Paper detail

Wide-field high-resolution 3D microscopy with Fourier ptychographic diffraction tomography

We report a computational 3D microscopy technique, termed Fourier ptychographic diffraction tomography (FPDT), that iteratively stitches together numerous variably illuminated, low-resolution images acquired with a low-numerical aperture (NA) objective in 3D Fourier space to create a wide field-of-view (FOV), high-resolution, depth-resolved complex refractive index (RI) image across large volumes. Unlike conventional optical diffraction tomography (ODT) approaches that rely on controlled bright-field illumination, holographic phase measurement, and high-NA objective detection, FPDT employs tomographic RI reconstruction from low-NA intensity-only measurements. In addition, FPDT incorporates high-angle dark-field illuminations beyond the NA of the objective, significantly expanding the accessible object frequency. With FPDT, we present the highest-throughput ODT results with 390nm lateral resolution and 899nm axial resolution across a 10X FOV of 1.77mm2 and a depth of focus of ~20μm. Billion-voxel 3D tomographic imaging results of biological samples establish FPDT as a powerful non-invasive and label-free tool for high-throughput 3D microscopy applications.

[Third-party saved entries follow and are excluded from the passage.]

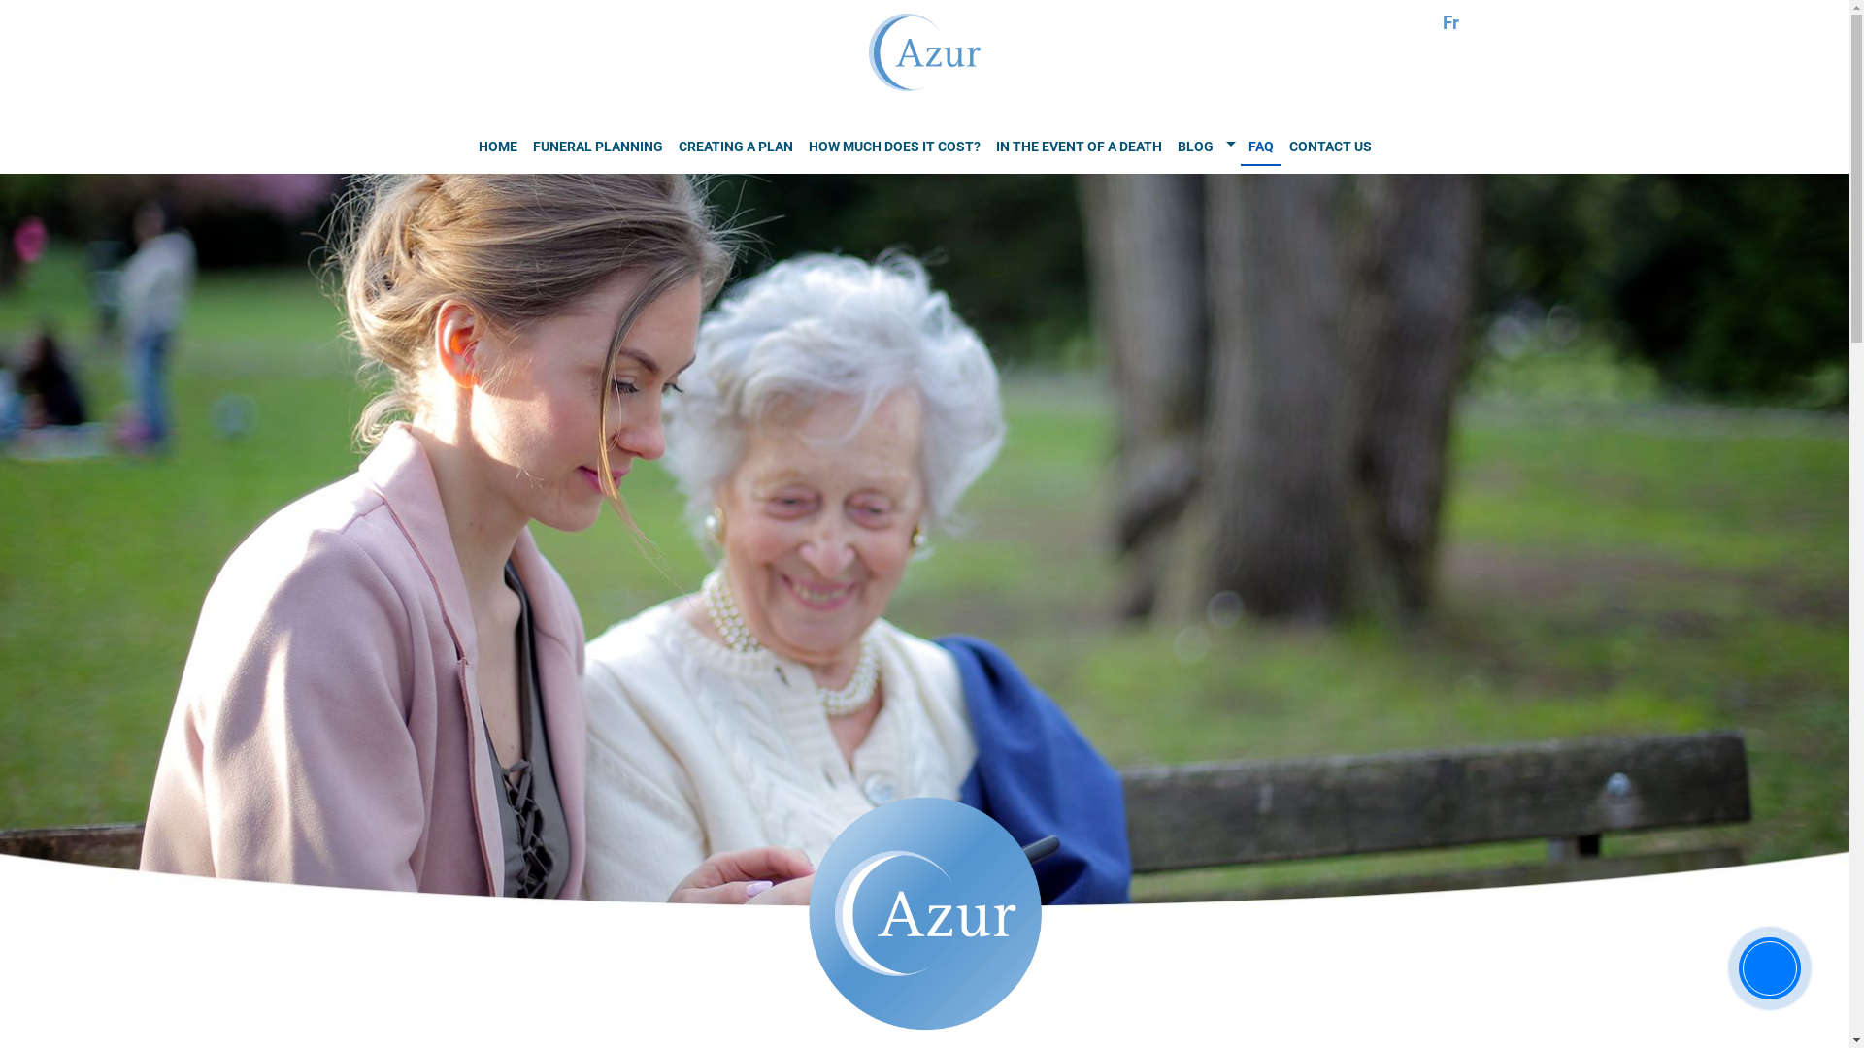 Image resolution: width=1864 pixels, height=1048 pixels. Describe the element at coordinates (893, 148) in the screenshot. I see `HOW MUCH DOES IT COST?` at that location.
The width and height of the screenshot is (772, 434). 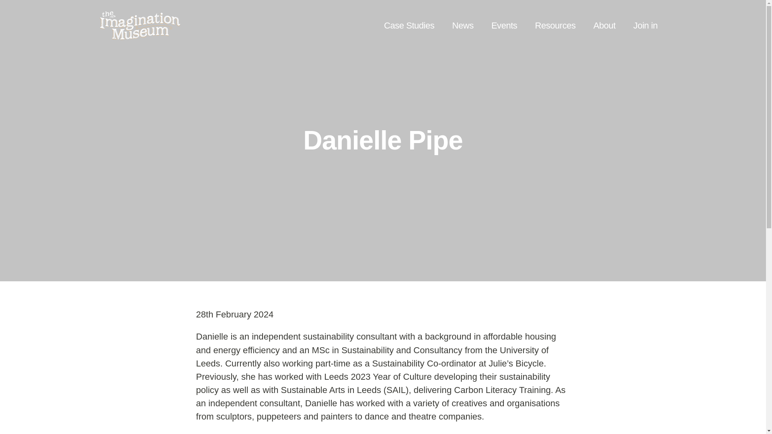 I want to click on Case Studies, so click(x=409, y=25).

preprint2019arXivOpen access
0citations
0reviews
0saves
Nocode
Nodataset
0institutions

Next steps

Decide what to do with this paper

Use like or dislike for the fast social read. The more specific scholarly feedback stays available below when needed.

Log in to curate

Reading frame

Keep the important context close to the paper

Keep the important signals around this paper in one place: votes, save state, collection context, reviews and the metadata you need before deciding what to do next.

Institutions

Add specific reaction

Move through the context

Research map

Open full explorer

Move through nearby people, institutions, topics and adjacent work without leaving the paper page.

Building this graph slice

BZPEER is loading the nearby papers, people, topics and institutions for this page.

Structured reviews

0 review(s)

ContributeLeave structured feedbackUse the review template when you have a concrete strength, concern or method question.Open review form

No structured reviews yet. High-signal critique starts here.

Work discussion

0 comment(s)

DiscussAdd a high-signal commentKeep quick notes, caveats and replication pointers separate from formal reviews.Open comment form

No discussion yet. The first strong comment sets the tone.